The Green Gap

In the Cold War, we feared a Missile Gap was a strategic weakness. Nowadays, we must awaken to the fact that the Green Gap is true strategic weakness: the nations whose economies will thrive in the coming years will not be those with the biggest factories, but those with the most sustainable, efficient, and ecological markets. What we require is a Strategic "Green Reserve" of ecological design to weather the coming changes that both climate and resource scarcity will force on the international economy.

Saturday 24 December 2011

Revisiting London


I wrote this article around the time of the London riots when everyone was still pretty sure it was just a bunch of young hooligans taking to the streets to steal stuff. The Economist has since blogged about this feature in the Guardian about the London rioters that has clearly been tempered by the new and growing understanding of the Occupy Movement. Even the Archbishop of Cantebury has gotten into the act.

The Archbishop says:
But when the endemic problems they identified are combined with the impact of massive massive economic hopelessness and the prospect of record levels of youth unemployment, it isn't surprising if we see volatile, chaotic and rootless young people letting off their frustration in the kind of destructive frenzy we witnessed in August.
Prior to which, I had said:
Do these protests seek the overthrow of governments? Do they seek democracy and accountability? Perhaps. The immediate need that is being fulfilled for most people in these protests isn’t democracy though. Democracy isn’t a need. Accountability isn’t a need. Hope, however, is.
Who would have thought an Anglican Archbishop and a Pagan Greener could have so much in common?

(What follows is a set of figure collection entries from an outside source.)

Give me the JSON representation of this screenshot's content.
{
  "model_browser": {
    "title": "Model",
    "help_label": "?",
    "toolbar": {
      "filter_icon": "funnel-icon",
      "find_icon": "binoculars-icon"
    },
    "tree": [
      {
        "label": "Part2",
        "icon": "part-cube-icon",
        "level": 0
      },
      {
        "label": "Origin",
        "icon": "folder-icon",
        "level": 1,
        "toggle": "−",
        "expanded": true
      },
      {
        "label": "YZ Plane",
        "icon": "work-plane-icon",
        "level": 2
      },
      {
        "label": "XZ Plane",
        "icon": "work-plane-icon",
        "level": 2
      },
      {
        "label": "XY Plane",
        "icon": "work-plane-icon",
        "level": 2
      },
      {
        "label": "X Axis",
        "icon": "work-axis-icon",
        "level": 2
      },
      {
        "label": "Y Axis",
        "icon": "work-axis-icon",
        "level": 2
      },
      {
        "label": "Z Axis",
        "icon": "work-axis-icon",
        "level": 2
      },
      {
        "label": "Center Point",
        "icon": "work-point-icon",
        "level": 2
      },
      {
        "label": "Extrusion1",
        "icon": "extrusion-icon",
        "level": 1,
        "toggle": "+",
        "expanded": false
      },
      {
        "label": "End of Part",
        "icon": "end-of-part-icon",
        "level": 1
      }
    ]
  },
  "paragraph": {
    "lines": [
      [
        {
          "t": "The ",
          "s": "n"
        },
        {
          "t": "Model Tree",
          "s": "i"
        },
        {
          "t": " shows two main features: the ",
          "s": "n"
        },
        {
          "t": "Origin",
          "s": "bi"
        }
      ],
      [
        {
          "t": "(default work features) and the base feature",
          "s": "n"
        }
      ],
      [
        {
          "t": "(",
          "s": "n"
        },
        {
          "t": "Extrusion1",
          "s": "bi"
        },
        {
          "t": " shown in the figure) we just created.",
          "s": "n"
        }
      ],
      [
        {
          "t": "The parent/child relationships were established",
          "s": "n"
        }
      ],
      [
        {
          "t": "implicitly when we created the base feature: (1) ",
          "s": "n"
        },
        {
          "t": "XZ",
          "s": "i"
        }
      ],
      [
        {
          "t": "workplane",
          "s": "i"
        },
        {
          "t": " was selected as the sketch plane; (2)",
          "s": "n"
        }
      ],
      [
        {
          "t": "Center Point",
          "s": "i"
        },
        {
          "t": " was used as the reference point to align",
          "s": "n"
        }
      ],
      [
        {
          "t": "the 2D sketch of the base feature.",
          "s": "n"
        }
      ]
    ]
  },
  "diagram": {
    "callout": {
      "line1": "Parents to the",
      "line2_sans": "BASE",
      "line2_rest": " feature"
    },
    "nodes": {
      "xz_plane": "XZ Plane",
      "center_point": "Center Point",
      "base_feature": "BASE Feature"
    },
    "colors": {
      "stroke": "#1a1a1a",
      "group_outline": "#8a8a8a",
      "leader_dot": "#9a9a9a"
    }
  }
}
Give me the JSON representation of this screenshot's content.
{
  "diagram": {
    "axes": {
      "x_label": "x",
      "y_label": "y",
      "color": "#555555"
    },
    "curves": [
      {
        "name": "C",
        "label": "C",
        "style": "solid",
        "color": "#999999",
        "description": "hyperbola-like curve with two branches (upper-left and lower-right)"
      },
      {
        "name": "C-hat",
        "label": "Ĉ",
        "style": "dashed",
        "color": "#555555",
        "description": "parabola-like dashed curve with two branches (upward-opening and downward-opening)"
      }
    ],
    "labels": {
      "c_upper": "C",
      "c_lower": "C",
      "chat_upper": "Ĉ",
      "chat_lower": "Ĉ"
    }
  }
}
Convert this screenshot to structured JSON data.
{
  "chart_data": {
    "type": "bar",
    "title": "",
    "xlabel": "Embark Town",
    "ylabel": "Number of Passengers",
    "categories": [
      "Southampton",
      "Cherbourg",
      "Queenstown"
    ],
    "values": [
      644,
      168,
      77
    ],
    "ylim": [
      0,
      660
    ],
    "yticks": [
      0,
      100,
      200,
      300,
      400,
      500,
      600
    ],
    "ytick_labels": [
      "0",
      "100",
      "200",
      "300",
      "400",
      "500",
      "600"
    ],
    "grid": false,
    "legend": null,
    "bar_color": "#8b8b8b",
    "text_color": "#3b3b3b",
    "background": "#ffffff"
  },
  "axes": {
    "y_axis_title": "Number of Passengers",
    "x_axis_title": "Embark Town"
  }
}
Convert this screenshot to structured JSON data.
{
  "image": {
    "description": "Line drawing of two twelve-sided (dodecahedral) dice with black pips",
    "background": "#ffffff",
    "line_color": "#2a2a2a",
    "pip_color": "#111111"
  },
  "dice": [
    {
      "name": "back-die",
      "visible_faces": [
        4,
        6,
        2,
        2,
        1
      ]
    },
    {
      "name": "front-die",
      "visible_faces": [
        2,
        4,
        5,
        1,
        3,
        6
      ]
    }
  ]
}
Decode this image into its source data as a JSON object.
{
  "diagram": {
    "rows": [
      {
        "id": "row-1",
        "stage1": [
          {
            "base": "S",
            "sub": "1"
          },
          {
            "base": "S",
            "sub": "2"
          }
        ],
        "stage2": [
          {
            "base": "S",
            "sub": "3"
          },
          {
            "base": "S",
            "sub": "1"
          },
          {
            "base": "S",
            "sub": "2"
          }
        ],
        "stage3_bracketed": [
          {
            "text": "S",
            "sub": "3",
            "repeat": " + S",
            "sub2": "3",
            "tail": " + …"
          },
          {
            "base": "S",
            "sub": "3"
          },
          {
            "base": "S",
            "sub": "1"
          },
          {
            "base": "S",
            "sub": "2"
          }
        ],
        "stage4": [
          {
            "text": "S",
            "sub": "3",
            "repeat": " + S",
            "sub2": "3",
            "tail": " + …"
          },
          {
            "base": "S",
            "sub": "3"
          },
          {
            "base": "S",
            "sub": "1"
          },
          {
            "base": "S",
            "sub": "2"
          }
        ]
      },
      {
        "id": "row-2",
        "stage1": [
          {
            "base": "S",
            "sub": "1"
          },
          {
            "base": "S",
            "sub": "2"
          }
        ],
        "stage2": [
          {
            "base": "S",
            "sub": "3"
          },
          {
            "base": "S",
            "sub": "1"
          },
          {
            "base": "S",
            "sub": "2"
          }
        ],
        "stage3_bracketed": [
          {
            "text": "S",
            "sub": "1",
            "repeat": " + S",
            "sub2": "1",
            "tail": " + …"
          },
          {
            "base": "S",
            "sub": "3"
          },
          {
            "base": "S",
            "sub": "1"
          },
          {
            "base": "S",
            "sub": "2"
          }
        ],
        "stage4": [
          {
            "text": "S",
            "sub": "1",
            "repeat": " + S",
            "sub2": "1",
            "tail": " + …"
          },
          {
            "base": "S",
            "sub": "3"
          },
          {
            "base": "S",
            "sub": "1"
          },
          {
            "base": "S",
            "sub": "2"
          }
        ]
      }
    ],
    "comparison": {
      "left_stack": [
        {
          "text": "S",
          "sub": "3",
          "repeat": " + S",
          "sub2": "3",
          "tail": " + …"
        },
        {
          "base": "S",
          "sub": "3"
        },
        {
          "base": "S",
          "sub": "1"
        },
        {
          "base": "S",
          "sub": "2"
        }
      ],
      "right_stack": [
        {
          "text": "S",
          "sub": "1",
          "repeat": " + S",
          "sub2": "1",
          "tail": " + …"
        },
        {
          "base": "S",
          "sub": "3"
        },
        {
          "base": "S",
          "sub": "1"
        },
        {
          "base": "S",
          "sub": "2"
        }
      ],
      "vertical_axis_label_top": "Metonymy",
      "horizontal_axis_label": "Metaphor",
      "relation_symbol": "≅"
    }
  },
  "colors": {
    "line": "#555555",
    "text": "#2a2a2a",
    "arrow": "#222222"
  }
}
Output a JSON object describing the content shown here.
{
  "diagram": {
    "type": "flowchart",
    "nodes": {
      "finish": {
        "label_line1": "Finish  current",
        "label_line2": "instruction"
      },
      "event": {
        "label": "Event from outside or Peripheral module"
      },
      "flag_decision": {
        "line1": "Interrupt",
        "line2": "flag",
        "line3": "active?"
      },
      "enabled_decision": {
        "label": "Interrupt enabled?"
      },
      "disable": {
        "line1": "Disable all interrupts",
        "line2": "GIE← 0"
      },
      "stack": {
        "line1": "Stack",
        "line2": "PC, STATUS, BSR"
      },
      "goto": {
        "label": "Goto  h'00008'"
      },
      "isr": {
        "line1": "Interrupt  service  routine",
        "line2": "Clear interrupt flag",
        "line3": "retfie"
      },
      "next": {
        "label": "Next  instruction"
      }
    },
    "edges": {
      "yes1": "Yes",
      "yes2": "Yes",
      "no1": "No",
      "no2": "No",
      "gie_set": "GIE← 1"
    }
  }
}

But this isn't a chance for me to say "I told you so". I'm here to talk about something I didn't expect - and perhaps should have, given our knowledge of how the Spring started. It's the role of the police, and the exercise of power in general, that was a major driver in this riot:
Economic issues were important. The cause most often cited for the riots was poverty (86%), but unemployment (79%) and inequality (70%) featured prominently too. Few guessed, though, that this tinder in the box was lit at least as much by the long arm of the law as the invisible hand of the market. Almost three-quarters of interviewees said they had been stopped and searched by the police in the last year; 85% said "policing" was an important or very important cause of the riots. Just 7% believed the police do a good job in their area. (Younge, Guardian)
We have been seeing it over and over again in Occupy protests: the police are perceived as the enforcers of the 1%. Let's not consider that fact, let' take the angle of critical theory and simply analyse that statement as a text. Why are so many people in ostensibly free democracies stating that the police are the tools of the elites? Why would a major cause for the London Riots be the invasive and repetitive imposition of police authority on the working classes? The reason in Tunisia, Egypt, Syria, and Libya is clear... but could it be that there has been a general perception of an erosion of personal rights even in the "Western Democracies"?

I'd say that's a pretty safe bet.

And when you hear people like screenwriter Patrick Meighan (The Family Guy) write:

I unlinked my arms voluntarily and informed the LAPD officers that I would go peacefully and cooperatively. I stood as instructed, and then I had my arms wrenched behind my back, and an officer hyperextended my wrists into my inner arms. It was super violent, it hurt really really bad, and he was doing it on purpose. When I involuntarily recoiled from the pain, the LAPD officer threw me face-first to the pavement. He had my hands behind my back, so I landed right on my face. The officer dropped with his knee on my back and ground my face into the pavement. It really, really hurt and my face started bleeding and I was very scared. I begged for mercy and I promised that I was honestly not resisting and would not resist.
My hands were then zipcuffed very tightly behind my back, where they turned blue. I am now suffering nerve damage in my right thumb and palm.
And when you hear about people like Retired NY Supreme Court Judge Judge Karen Smith:
Karen Smith was working as a legal observer when she saw a distressed woman pushed to the ground and beaten by an officer, she said.
When she demanded he stopped, the unidentified cop pushed her against a wall and threatened her with arrest.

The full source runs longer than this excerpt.